How I became a linguist:
I studied linguistics and became a linguist for two reasons. First, I wanted to be a top diplomat for my country, Ghana, which would involve being posted around the world to represent my country. I figured that if I studied linguistics and foreign languages at the University of Ghana that would increase my chances, so I read Linguistics, French, and Swahili. Second, I wanted to help document and preserve my mother-tongue, Dagaare, a small language in northern Ghana. I succeeded in writing the first grammar sketch of the language, published at Stanford University titled The Structure of Dagaare. One of the most wonderful experiences young scholars will ever get in their academic life is seeing their first book and holding it in their hands. In my case it was even more dramatic because of the way it happened. After teaching the structure of Dagaare for two years as a part-time lecturer at Stanford University I went back to Norway – I was writing a doctoral thesis at the Norwegian University of Science and Technology – to submit and defend my thesis. Then the publishers at CSLI , Stanford sent me copies of my book in Norway. However I never received them because I returned to Stanford campus for a conference event. Then I walked into the Stanford Bookstore and happened to look at a section of the Bookstore with a bookstand titled: “Stanford Authors”. Lo and behold, I saw my book and stood there for more than 20 minutes flipping through it unendingly – as if I was reading the texts for the first time when indeed it was I who wrote them in the first place. There were no selfies at that time, else I would have taken a memorable selfie about how it feels like to receive your first book.

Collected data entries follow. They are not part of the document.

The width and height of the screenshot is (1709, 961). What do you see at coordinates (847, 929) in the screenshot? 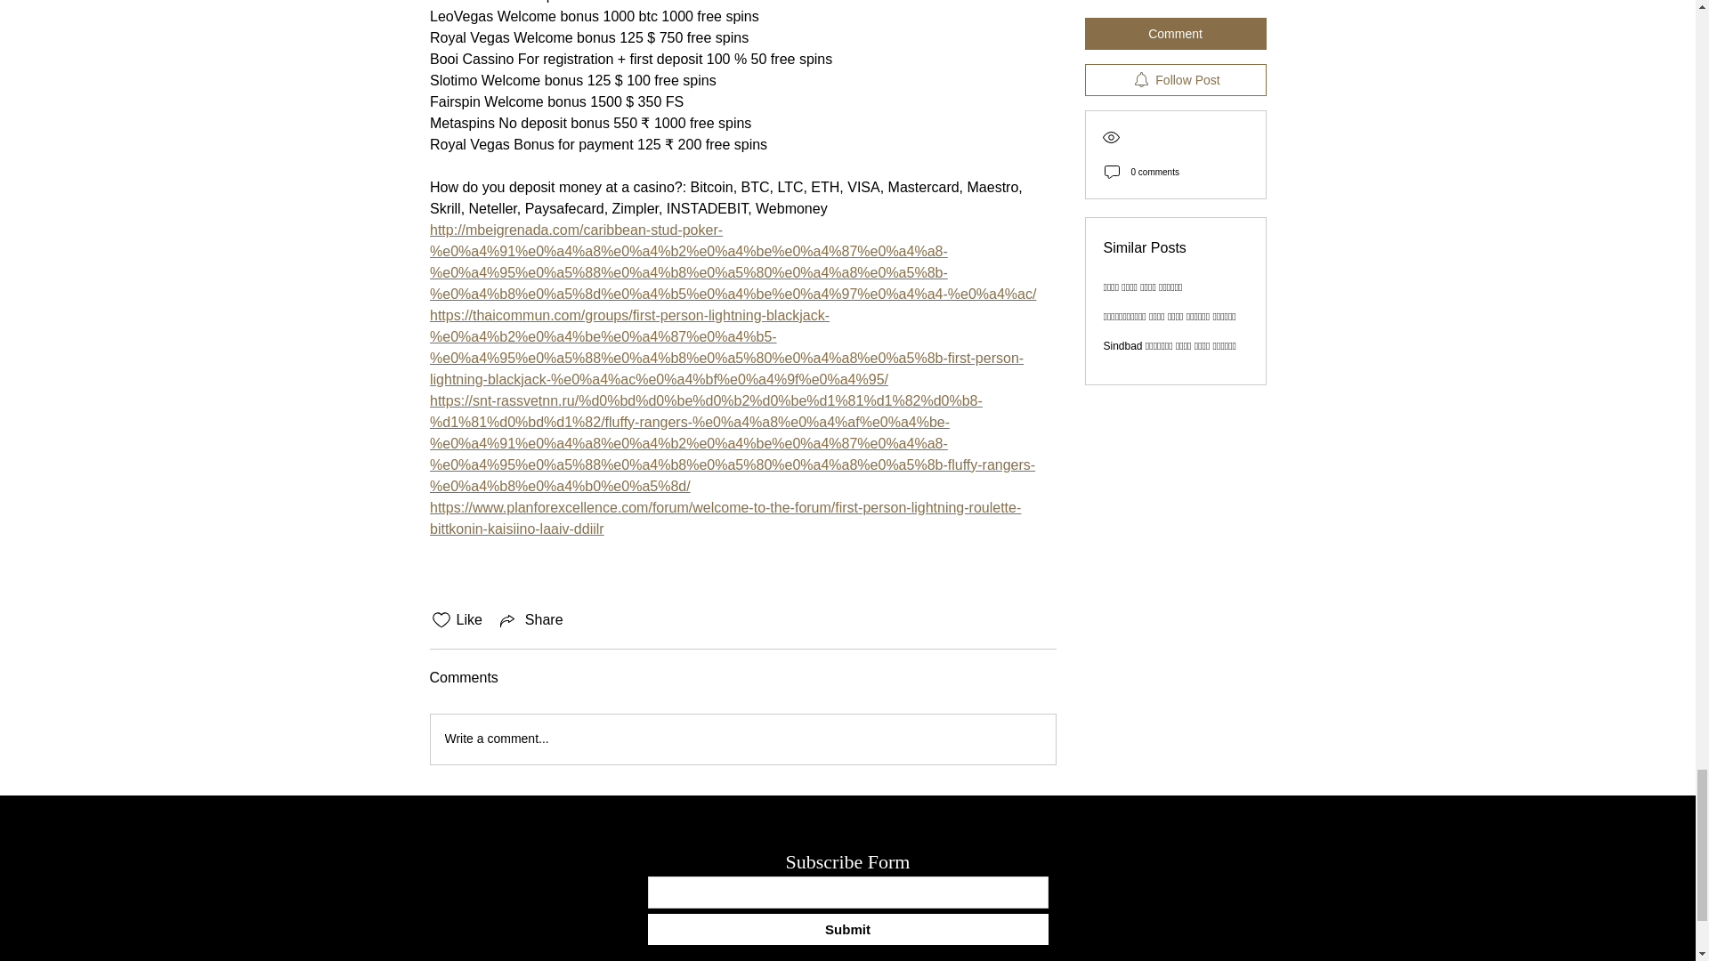
I see `Submit` at bounding box center [847, 929].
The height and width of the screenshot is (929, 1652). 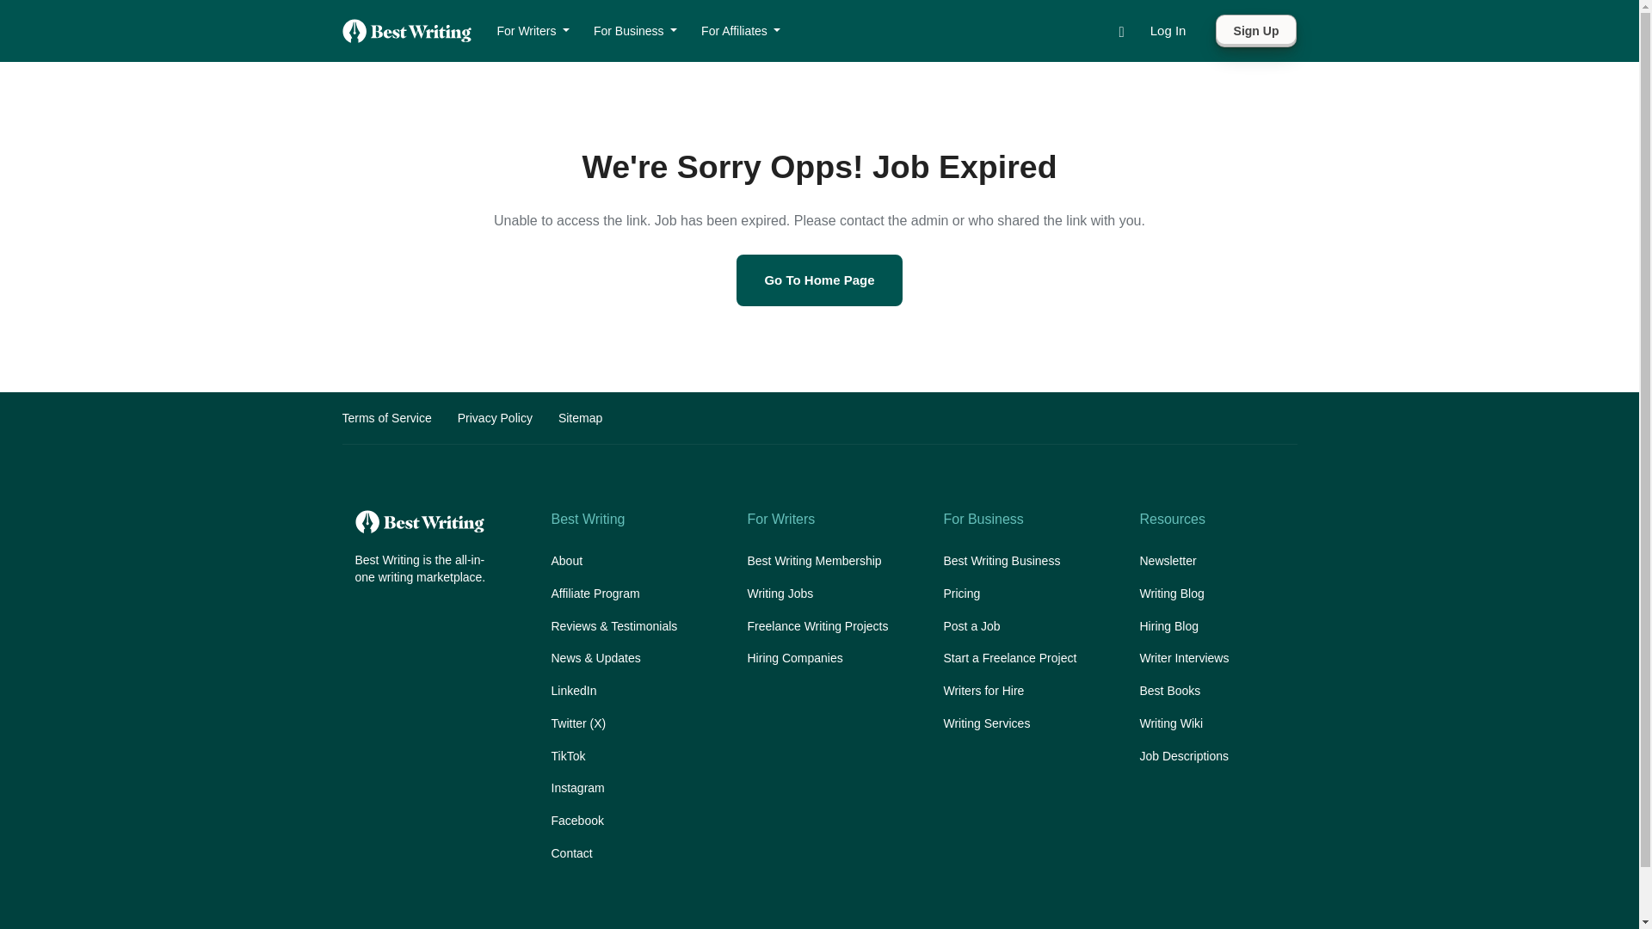 I want to click on Sign Up, so click(x=1256, y=31).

After my doctoral dissertation I got a job at the prestigious University of Hong Kong and rose up through the academic ranks from postdoc to Assistant Professor to Associate Professor. Much of my work on Linguistics has been the descriptive and theoretical analysis of African languages using descriptive and formal frameworks like Lexical Functional Grammar and the Principles and Parameters approach. While working on African languages mainly, I have also done substantial work on Chinese languages like Cantonese and Zhuang and supervised many PhD and masters theses of students who come from all over the world: Africa, Asia, and the West (Europe and North America).

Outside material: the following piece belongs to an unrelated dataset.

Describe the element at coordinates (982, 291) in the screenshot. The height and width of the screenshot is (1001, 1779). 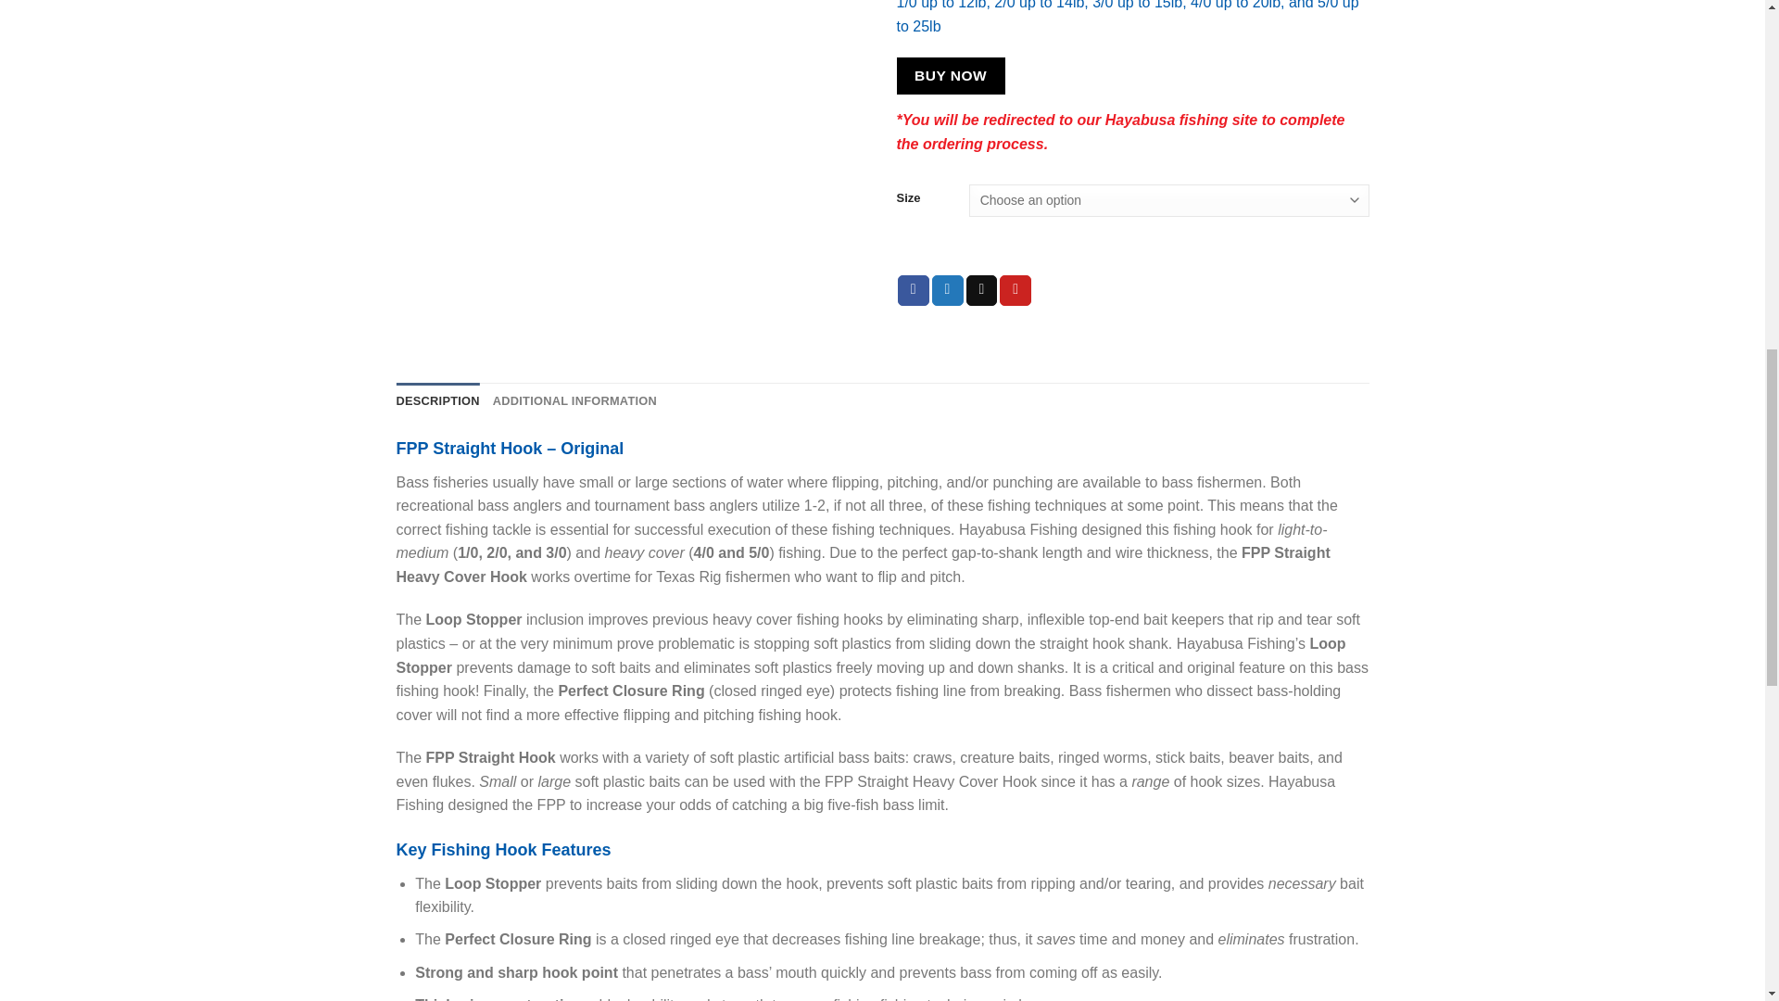
I see `Email to a Friend` at that location.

I am currently Chair Professor of African Languages and Literatures at the University of Vienna, and I am continuing to do research on general linguistic analysis, particularly of African languages, but also now look into how we can develop African language literature. I have come to the realization as a scholar interested in African and minority language documentation and revitalization that it is not enough to just document linguistic texts and their analyses; one must also ensure that speakers read and write in these languages. Literary work is very important for revitalizing African and lesser studied languages.
I am often asked who are my models. I tend to say that I really have no models because my journey is too unique to model after someone. I do however have many mentors back home in Ghana – Prof Dolphyne, Duthie and Dakubu – who taught me core linguistics; in Norway – Prof Lars Hellan, who was my PhD supervisor in Norway, and in the US at Stanford University – Prof Joan Bresnan who taught me LFG, and Will Leben, the general editor of the series – Stanford Monographs in African Languages, which published my first book. I am a lucky man; I am where I am today because of many men and women–great linguists and academics–who mentored me, but I don’t have space to list all of them.

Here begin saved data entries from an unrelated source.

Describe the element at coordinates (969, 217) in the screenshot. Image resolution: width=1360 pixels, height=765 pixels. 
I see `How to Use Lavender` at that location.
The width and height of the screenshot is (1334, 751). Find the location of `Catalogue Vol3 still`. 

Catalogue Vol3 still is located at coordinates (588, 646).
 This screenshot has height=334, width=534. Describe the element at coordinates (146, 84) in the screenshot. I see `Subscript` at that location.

A number of critical skills are necessary in order to become a good linguist: One, a critical, enquiring mind, two, attention to detail for discovering the intricacies of human mental processes through the use of linguistic structure, and three, the creativity to grasp the nuances of other people’s languages and cultures.
I also think that young scholars of linguistics must not study linguistics in isolation. I have always sought to look at language studies from an interdisciplinary perspective within the humanities. The mission of the Humanities is to discover the inner nature of the human creature, including the intricacies of language, thought, and culture, and how this creature relates to its environment, leading, hopefully, to an appreciation and celebration of its inner beauty. We can even extend this to the Social Sciences which also study how humans relate to their environment. Humanities and the Social Sciences have intertwined missions but different methods of inquiry, so these groups of scholars, including linguists, can learn from each other about deep, introspective methods of inquiry in the Humanities to empirical, experimental and quantitative methods in the Social Sciences.
Linguistics is a very interdisciplinary humanities and social sciences discipline.